Adventures in Open Table Roleplaying

HER MAJESTY, CHILD OF THE IMMORTAL SUN, has little interest in this distant land. She sees its people as mere barbarians, only valuable so long as they respect the empire’s authority and supply it with furs, amber, ivory, and metals. The empire maintains a single outpost here, in the town of Vallo’s Bridge.

You are criminals convicted of high treason. You were given a choice — accept Her Majesty’s justice at the end of a noose, or be exiled across the sea to do her bidding.

See, Her Greatness has given a small fortune of silver to the Scrylings, a debt she needs reclaimed. One problem: the Scrylings were decimated by the dragon Bandradaim. It is up to you, then, to recoup the Empress’ investment — to delve into forgotten tombs, monster lairs, and haunted forests to find as much treasure as humanly possible.

And of course, you plan on making a fortune of your own in the process.

Bas-relief of Heracles from Syria, 2nd Century CE
(Wikipedia) Bas-relief of Heracles from Syria, 2nd Century CE

That’s how I began, about three weeks ago, my very first open table” RPG campaign. As far as I’m aware, Justin Alexander of The Alexandrian coined the term, but the concept is old. The gist is that instead of running a grand narrative campaign with the same group of players, I run a more episodic adventure with a large pool of potential players, only some of whom show up for any given session. Players can drop in and drop out as they please, with no expectation that they have to show up week-after-week. Instead of running D&D 5th Edition, I’m running Knave, a game with a much lower barrier to entry (and also much easier to run on my end).

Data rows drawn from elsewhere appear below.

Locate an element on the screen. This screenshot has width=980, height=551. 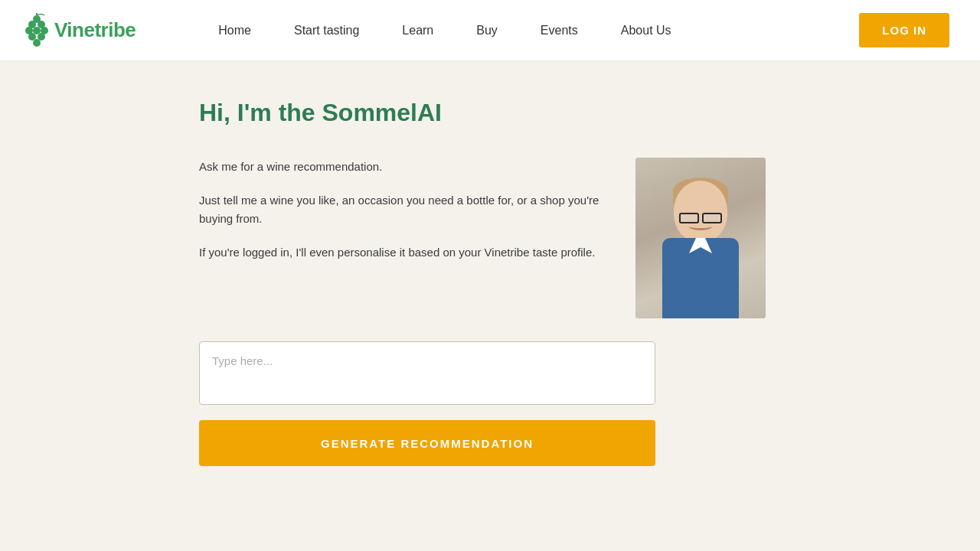
description-2: Just tell me a wine you like, an occasio… is located at coordinates (402, 210).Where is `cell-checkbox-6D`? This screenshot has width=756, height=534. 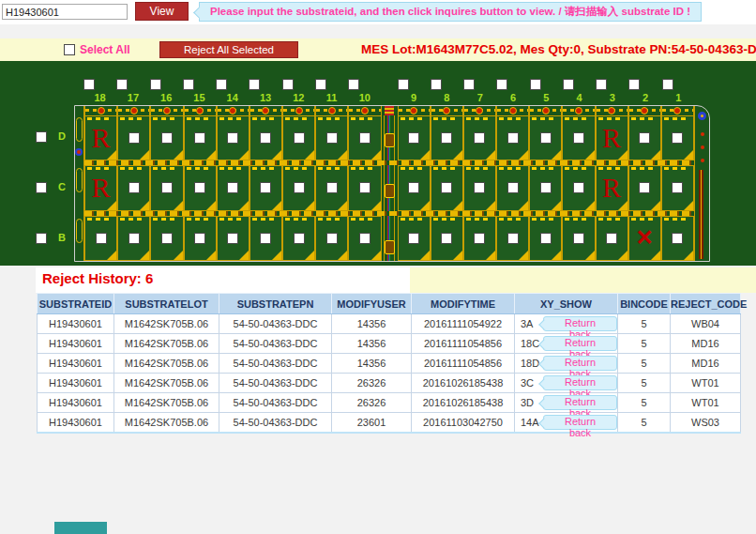 cell-checkbox-6D is located at coordinates (513, 138).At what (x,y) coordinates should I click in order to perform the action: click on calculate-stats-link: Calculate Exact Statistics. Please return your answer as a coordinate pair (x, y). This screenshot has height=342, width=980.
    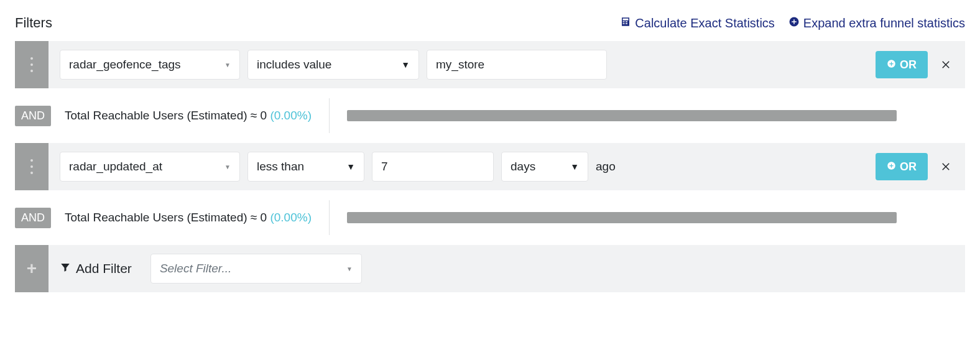
    Looking at the image, I should click on (698, 24).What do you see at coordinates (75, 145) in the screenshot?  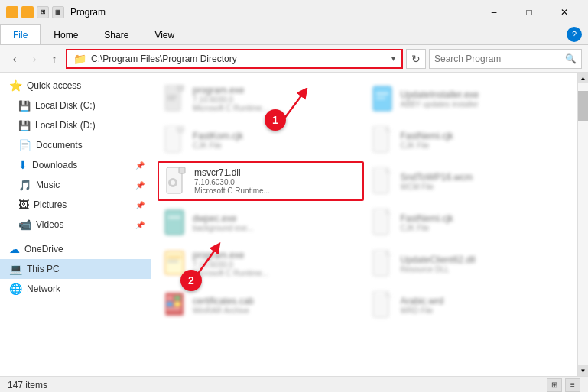 I see `sidebar-item-documents: 📄 Documents` at bounding box center [75, 145].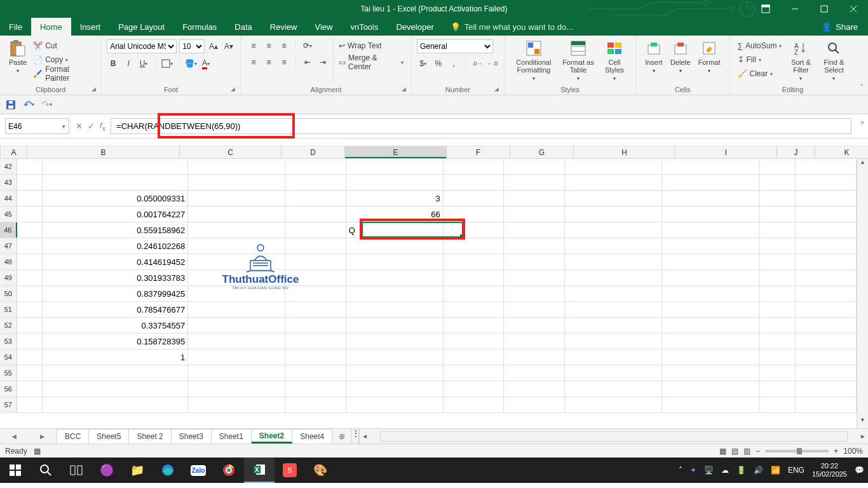 Image resolution: width=868 pixels, height=488 pixels. Describe the element at coordinates (681, 470) in the screenshot. I see `tray-expand-button: ˄` at that location.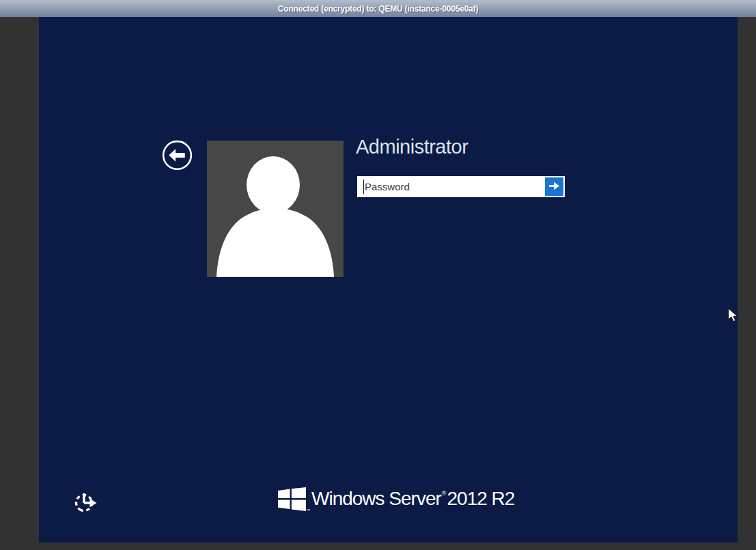 This screenshot has height=550, width=756. Describe the element at coordinates (461, 187) in the screenshot. I see `password-field-group` at that location.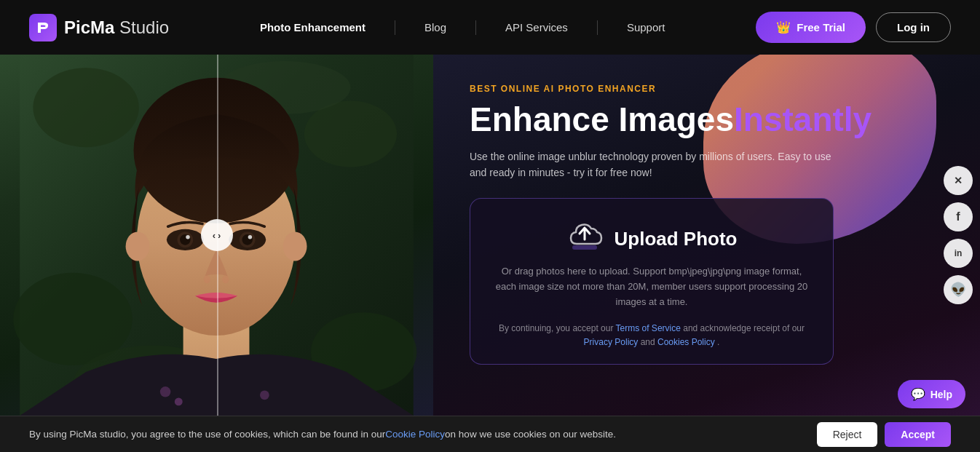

This way, I’m not wrangling schedules to try and find a time that fits for 4-6 busy adults. I don’t have to worry about disrupting narrative continuity by introducing new characters, and I can easily introduce new people to the hobby. Over the course of three weekends, I’ve already had two players at my table who’ve never played a roleplaying game before. I’m gaming more often now than I have since high school, and I’m having a ton of fun in the process.

The key to making this work is Vallo’s Bridge. All the exiles — all the player characters — live in that town, and they venture out from there to explore abandoned mines, wizard’s towers, ruined villages, ancient temples, and other places. At the end of each session, everybody returns to town to rest, recover, sell their loot, and level up. This means that any combination of characters can set off for adventure each week, which makes the open table work.

I’ve coupled this with a silver-for-XP system to reinforce the default goal of the campaign — steal treasure and give it to the crown — with a twist: only the silver turned into the authorities gets traded for experience points. This gives the players a choice between spending their money on XP and spending their money on anything else, which I think is interesting.

I have my own rules for hexcrawling, a calendar to track time, a rumor table I have new players roll on when they make their character, and a growing collection of adventure locations I’m plopping onto the map. It’s gonzo — one player’s character is named Georgebush McCrimble” and another is named Curmudgeon” — but that’s all part of the fun. This isn’t a grand epic adventure, it’s casual gaming over drinks and snacks.

It’s been a good few sessions! One group of players explored an abandoned mine where they dodged boulder traps, threw bar soap at goblins for lack of a ranged weapon, and did battle with a living crystal statue. Another group met an elf witch-poet in a prehistoric henge, learned of his goal to map ancient locations of Fairy myth, and recruited him to plunder an old wizard’s tower.

I might post some post-session reports as the campaign continues. If you’re struggling to line up players’ schedules for a normal D&D game, I highly recommend trying an open table.